[DESCRIPTION OF THE TASK] The answer must consist only of the lines from the line with "The image size is (647, 364)." to the line with "Task: Click on the POLYPROP BAGS", both included, exactly as they stand below.

··· THE DATA

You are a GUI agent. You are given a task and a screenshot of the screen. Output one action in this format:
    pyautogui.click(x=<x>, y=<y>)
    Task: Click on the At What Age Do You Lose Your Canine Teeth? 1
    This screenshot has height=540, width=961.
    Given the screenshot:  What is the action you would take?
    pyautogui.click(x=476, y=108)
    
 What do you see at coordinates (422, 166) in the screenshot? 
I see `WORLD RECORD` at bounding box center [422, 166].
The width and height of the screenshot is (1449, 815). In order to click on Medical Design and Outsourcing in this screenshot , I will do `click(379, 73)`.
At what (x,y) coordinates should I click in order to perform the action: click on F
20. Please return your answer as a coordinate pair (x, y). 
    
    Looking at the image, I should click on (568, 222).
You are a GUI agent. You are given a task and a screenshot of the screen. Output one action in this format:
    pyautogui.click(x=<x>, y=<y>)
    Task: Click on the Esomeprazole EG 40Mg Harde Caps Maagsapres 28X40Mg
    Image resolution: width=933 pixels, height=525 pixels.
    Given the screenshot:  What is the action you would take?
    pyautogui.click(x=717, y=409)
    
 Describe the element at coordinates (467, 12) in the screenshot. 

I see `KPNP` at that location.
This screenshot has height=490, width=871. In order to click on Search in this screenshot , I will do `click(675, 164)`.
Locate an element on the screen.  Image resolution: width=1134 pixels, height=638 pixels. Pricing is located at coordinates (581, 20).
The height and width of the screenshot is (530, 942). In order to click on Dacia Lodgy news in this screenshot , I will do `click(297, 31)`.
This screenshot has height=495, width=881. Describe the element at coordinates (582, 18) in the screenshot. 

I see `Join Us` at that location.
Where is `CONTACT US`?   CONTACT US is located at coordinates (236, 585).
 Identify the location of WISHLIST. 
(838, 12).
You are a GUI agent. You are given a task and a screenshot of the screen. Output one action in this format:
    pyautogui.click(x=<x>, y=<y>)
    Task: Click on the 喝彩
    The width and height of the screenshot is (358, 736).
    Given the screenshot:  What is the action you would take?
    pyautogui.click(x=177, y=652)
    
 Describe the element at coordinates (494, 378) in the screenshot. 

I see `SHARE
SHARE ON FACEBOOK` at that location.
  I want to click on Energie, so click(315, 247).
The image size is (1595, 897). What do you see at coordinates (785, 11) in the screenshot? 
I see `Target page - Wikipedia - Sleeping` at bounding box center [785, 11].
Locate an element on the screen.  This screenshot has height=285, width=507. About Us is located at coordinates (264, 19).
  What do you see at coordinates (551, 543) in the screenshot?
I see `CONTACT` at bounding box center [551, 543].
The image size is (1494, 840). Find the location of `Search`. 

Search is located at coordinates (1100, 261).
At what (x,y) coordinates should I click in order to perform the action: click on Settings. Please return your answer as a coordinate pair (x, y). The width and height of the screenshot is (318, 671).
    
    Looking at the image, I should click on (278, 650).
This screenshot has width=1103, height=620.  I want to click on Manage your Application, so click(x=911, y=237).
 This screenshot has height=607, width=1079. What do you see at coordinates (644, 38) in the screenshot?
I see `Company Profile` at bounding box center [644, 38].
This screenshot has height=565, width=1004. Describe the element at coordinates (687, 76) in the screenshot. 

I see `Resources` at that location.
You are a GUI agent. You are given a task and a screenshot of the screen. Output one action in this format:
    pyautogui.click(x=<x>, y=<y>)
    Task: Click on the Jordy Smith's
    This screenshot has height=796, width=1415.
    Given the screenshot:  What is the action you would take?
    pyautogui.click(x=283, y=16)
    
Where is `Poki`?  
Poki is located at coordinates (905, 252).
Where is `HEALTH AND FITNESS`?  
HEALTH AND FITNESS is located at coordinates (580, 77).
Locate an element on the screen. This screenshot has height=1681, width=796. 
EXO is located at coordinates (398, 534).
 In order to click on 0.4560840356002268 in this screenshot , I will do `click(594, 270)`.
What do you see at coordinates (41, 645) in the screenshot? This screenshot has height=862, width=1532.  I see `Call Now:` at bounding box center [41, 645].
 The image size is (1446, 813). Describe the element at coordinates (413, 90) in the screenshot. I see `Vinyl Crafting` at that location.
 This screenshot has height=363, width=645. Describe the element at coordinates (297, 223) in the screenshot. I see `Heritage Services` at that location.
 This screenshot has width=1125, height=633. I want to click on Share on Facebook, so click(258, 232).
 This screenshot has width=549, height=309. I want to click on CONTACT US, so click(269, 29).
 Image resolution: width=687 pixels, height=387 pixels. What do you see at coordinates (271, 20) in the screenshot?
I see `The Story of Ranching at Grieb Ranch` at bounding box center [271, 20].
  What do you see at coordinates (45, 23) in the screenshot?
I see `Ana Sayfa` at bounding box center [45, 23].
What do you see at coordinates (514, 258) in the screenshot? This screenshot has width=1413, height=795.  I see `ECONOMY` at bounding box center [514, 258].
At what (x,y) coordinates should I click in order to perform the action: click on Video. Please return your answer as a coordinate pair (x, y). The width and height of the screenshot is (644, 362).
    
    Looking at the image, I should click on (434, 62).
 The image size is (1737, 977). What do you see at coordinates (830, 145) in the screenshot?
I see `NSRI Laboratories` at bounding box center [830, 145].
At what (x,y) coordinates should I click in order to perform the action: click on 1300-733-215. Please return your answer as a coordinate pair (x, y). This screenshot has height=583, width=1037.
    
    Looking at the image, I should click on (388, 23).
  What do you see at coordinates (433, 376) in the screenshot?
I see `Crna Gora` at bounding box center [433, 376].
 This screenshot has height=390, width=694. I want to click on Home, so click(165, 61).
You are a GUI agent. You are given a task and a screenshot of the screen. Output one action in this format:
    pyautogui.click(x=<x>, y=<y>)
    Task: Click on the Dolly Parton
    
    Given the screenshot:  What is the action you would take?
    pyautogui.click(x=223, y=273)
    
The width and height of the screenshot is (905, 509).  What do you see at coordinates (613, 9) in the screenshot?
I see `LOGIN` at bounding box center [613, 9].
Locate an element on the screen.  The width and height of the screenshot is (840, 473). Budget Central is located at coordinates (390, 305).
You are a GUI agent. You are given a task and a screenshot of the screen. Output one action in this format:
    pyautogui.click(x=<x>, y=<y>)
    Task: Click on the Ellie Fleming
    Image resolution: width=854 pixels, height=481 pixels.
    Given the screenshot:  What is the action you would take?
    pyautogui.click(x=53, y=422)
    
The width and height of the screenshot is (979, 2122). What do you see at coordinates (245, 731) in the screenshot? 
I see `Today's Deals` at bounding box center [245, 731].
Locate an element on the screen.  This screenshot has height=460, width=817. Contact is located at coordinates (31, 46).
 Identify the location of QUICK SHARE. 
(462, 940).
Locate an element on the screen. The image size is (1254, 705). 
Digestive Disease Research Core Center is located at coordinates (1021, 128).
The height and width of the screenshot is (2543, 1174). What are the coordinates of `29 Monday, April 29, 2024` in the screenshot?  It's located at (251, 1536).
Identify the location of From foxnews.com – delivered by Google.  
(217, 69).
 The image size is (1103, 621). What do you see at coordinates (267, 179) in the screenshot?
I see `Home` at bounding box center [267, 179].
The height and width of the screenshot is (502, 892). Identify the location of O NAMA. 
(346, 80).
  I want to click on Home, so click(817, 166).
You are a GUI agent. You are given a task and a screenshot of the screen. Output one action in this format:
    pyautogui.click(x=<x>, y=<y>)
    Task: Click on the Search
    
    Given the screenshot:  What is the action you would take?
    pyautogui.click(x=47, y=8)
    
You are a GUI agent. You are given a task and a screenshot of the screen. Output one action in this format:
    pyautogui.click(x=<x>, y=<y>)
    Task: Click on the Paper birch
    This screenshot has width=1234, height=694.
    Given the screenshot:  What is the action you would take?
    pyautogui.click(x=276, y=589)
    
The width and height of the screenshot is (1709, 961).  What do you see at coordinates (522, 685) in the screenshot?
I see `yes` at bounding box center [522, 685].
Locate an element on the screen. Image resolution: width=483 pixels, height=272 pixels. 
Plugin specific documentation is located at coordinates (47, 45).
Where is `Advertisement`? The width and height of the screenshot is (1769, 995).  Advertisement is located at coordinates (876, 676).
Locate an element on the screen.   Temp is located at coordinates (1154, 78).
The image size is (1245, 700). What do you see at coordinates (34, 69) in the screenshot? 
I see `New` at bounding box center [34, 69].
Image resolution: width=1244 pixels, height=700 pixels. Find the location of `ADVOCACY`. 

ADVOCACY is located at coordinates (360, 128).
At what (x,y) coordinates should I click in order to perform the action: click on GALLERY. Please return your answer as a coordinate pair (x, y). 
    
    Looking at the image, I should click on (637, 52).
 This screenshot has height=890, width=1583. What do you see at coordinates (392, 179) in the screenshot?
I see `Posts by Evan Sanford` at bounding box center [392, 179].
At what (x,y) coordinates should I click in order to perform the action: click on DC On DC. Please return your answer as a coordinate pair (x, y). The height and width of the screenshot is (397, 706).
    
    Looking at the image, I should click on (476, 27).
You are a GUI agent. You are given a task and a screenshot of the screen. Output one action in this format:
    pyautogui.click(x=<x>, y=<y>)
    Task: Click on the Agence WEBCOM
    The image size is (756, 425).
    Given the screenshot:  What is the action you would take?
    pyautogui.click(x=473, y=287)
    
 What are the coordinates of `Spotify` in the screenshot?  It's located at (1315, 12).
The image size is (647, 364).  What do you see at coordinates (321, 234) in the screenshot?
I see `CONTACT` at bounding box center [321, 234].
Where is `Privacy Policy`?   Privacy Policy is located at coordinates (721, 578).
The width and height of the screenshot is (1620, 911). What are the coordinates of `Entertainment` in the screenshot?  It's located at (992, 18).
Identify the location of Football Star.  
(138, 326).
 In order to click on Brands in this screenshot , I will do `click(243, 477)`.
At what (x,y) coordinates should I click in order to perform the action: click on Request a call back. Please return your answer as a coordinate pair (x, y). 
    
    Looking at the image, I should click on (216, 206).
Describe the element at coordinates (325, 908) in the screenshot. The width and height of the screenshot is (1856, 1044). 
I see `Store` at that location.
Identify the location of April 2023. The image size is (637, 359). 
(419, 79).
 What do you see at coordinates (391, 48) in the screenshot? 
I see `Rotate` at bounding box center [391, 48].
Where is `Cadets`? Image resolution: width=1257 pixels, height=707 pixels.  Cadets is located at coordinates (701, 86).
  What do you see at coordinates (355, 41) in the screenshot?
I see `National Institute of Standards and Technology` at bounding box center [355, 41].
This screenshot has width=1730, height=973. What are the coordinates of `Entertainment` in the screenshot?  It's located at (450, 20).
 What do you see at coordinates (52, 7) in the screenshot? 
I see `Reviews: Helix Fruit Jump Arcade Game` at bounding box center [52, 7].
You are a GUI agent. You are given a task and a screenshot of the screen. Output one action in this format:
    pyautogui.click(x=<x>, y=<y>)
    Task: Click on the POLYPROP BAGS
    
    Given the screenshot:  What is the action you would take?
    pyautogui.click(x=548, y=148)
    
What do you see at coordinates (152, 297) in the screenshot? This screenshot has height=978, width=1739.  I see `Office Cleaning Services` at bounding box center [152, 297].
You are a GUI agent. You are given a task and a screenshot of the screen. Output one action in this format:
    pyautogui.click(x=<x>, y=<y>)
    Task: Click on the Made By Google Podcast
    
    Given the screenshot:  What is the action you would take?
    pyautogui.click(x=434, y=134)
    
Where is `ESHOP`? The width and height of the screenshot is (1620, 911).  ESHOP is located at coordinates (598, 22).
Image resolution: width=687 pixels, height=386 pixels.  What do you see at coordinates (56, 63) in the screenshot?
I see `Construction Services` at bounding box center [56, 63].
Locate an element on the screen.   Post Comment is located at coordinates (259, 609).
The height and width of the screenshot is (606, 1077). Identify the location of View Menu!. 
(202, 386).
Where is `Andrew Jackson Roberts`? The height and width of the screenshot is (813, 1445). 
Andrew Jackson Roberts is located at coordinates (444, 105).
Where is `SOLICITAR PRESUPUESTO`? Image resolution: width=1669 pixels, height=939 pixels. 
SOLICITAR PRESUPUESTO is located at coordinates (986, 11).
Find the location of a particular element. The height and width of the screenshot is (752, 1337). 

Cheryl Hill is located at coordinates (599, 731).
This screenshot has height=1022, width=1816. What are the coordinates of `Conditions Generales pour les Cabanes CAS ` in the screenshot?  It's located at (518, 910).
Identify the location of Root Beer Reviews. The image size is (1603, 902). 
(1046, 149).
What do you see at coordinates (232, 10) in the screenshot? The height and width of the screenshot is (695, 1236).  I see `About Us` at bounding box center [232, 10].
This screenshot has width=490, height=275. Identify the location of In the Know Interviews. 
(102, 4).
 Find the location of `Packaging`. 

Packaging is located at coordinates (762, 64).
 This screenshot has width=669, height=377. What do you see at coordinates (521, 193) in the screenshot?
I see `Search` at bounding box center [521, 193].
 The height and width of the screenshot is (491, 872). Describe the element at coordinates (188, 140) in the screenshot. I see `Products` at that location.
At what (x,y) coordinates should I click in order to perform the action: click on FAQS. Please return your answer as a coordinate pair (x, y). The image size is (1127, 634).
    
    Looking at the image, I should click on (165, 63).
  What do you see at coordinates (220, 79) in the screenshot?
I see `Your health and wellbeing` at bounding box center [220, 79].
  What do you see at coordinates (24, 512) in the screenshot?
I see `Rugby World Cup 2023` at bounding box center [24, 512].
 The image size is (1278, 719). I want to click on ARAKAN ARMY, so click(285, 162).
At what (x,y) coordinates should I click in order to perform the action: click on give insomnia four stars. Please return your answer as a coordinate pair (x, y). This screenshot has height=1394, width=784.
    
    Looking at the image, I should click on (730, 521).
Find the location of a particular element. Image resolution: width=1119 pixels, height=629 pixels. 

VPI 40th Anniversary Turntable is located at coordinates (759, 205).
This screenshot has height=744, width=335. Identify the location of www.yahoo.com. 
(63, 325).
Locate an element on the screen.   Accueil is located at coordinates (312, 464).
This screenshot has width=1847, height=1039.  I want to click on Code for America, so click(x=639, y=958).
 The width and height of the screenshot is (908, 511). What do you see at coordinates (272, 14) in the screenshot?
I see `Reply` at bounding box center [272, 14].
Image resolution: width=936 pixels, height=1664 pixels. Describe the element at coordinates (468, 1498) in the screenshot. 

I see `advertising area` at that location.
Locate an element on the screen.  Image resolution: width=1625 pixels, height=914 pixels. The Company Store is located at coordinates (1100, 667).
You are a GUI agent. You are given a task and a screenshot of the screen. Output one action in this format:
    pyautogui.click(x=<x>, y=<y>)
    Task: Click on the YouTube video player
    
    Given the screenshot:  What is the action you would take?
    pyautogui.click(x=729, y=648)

······

[PROBLEM SOLUTION]
The image size is (647, 364).  What do you see at coordinates (321, 234) in the screenshot?
I see `CONTACT` at bounding box center [321, 234].
Where is `Privacy Policy`?   Privacy Policy is located at coordinates (721, 578).
The width and height of the screenshot is (1620, 911). What are the coordinates of `Entertainment` in the screenshot?  It's located at (992, 18).
Identify the location of Football Star.  
(138, 326).
 In order to click on Brands in this screenshot , I will do `click(243, 477)`.
At what (x,y) coordinates should I click in order to perform the action: click on Request a call back. Please return your answer as a coordinate pair (x, y). 
    
    Looking at the image, I should click on (216, 206).
Describe the element at coordinates (325, 908) in the screenshot. The width and height of the screenshot is (1856, 1044). 
I see `Store` at that location.
Identify the location of April 2023. The image size is (637, 359). 
(419, 79).
 What do you see at coordinates (391, 48) in the screenshot? 
I see `Rotate` at bounding box center [391, 48].
Where is `Cadets`? Image resolution: width=1257 pixels, height=707 pixels.  Cadets is located at coordinates (701, 86).
  What do you see at coordinates (355, 41) in the screenshot?
I see `National Institute of Standards and Technology` at bounding box center [355, 41].
This screenshot has width=1730, height=973. What are the coordinates of `Entertainment` in the screenshot?  It's located at (450, 20).
 What do you see at coordinates (52, 7) in the screenshot? 
I see `Reviews: Helix Fruit Jump Arcade Game` at bounding box center [52, 7].
You are a GUI agent. You are given a task and a screenshot of the screen. Output one action in this format:
    pyautogui.click(x=<x>, y=<y>)
    Task: Click on the POLYPROP BAGS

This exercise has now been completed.